How to Prevent and Treat Blisters on the Trail
Blisters are caused by friction — the shearing force between skin and sock or shoe that separates skin layers and allows fluid to accumulate between them. You reduce blisters by reducing friction, and you treat blisters by protecting the affected area from further friction.
Prevention: Fit, Socks, and Hotspot Response
Properly fitting footwear that doesn’t allow heel lift or toe-box friction is the primary prevention. Moisture-wicking wool or synthetic hiking socks — not cotton — reduce the moisture that softens skin and increases friction vulnerability. The most important behavioral prevention: stop and address a hot spot the moment you feel it. Apply moleskin, athletic tape, or Body Glide immediately. If you wait until the blister forms, you’ve added pain management to your task list for the rest of the hike.
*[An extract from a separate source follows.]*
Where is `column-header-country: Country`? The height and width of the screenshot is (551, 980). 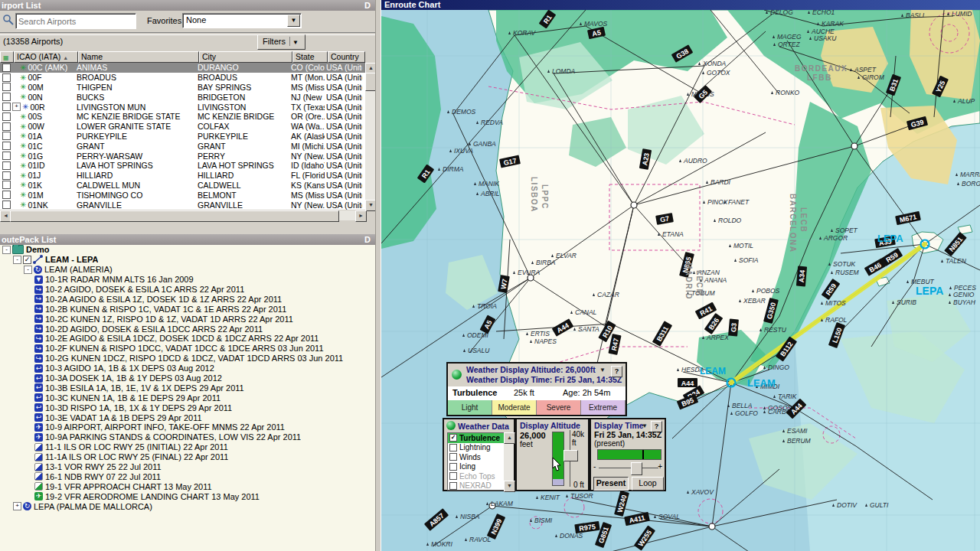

Treating Blisters on Trail
A small intact blister not under significant pressure can sometimes be left intact. A blister that is large, under pressure, or in a location making continued hiking painful should be drained with a sterilized needle, pressed flat, and protected with moleskin cut in a donut shape around rather than over the blister. Keep it clean and watch for infection signs — increasing redness spreading beyond the blister perimeter, warmth, or discharge. An infected blister in a remote location is the blister mismanagement outcome that becomes a serious problem requiring evacuation.